The foundation of individual rights is the assumption that people have wants and needs and are authorities on what those wants and needs are. If people's stated desires were just some kind of erasable inscription or reprogrammable brainwashing, any atrocity could be justified.
The decline of violence is a fractal phenomenon. You can see it over millennia, over centuries, over decades and over years.
Interpretation
What this quote means
The quote suggests that the reduction of violence can be observed across different time scales, from long-term trends to immediate events.
Steven Pinker's quote highlights the idea that the decline of violence is not a linear progression; rather, it exhibits a fractal nature, meaning that patterns of reduced violence can be recognized across various time framesβfrom millennia down to individual years.
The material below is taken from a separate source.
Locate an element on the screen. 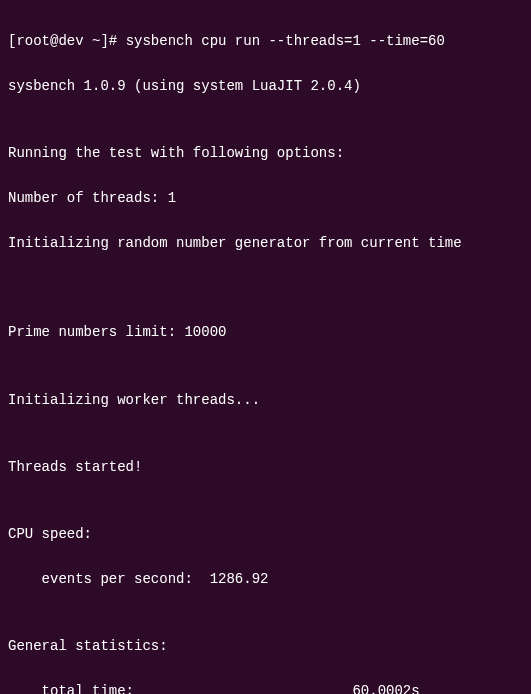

This perspective encourages us to understand that improvements in societal behavior regarding violence are not isolated but are interconnected across different periods of human history.
Themes
In practice
Example use cases
In a discussion on the progress of human civilization, you might quote Pinker to emphasize the positive trend toward peace.
More from Steven Pinker
All quotes βThe linguistic clumsiness of tourists and students might be the price we pay for the linguistic genius we displayed as babies, just as the decrepitude of age in the price we pay for the vigor of youth.
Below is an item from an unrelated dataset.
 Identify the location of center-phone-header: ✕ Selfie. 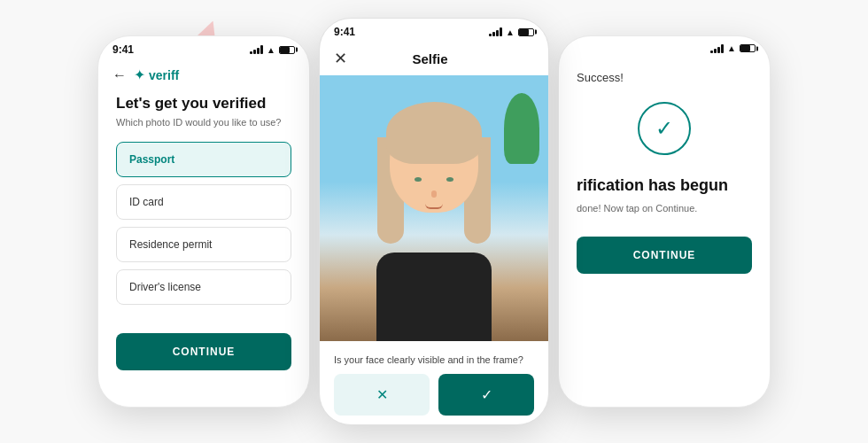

If we are not to abandon values such as peace and equality, or our commitments to science and truth, then we must pry these values away from claims about our psychological makeup that are vulnerable to being proven false.
We adults protect ourselves with laws, police, workplace regulations and social norms and there is no conceivable reason why children should be left more vulnerable, other that laziness or callousness in considering what life is like from their point of view.
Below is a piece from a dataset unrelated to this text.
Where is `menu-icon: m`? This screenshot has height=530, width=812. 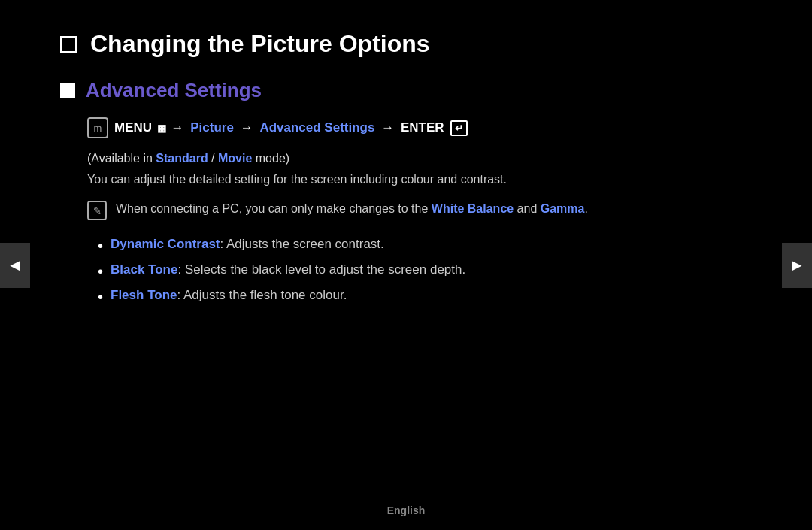
menu-icon: m is located at coordinates (98, 128).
The idea that children are passive repositories to be shaped by their parents has been massively overstated. A child's peer group is a far greater determinant of its development and achievements than parental aspiration.
Reason is non-negotiable. Try to argue against it, or to exclude it from some realm of knowledge, and you've already lost the argument, because you're using reason to make your case. ... We don't "believe" in reason.
Similar quotes
If you live today, you breath in nihilism ... it's the gas you breathe. If I hadn't had the Church to fight it with or to tell me the necessity of fighting it, I would be the stinkingest logical positivist you ever saw right now.
This world could not have been the work of an all-loving being, but that of a devil, who had brought creatures into existence in order to delight in the sight of their sufferings.
The crisis that the world finds itself in as it swings on the hinge of a new millennium is located in something deeper than particular ways of organizing political systems and economies.
The different ness of races, moreover, is no evidence of superiority or of inferiority. This merely indicates that each race has certain gifts which the others do not possess.
The number one problem in our world is alienation, rich versus poor, black versus white, labor versus management, conservative versus liberal, East versus West . . . But Christ came to bring about reconciliation and peace.
We can be blind to the obvious, and we are also blind to our blindness.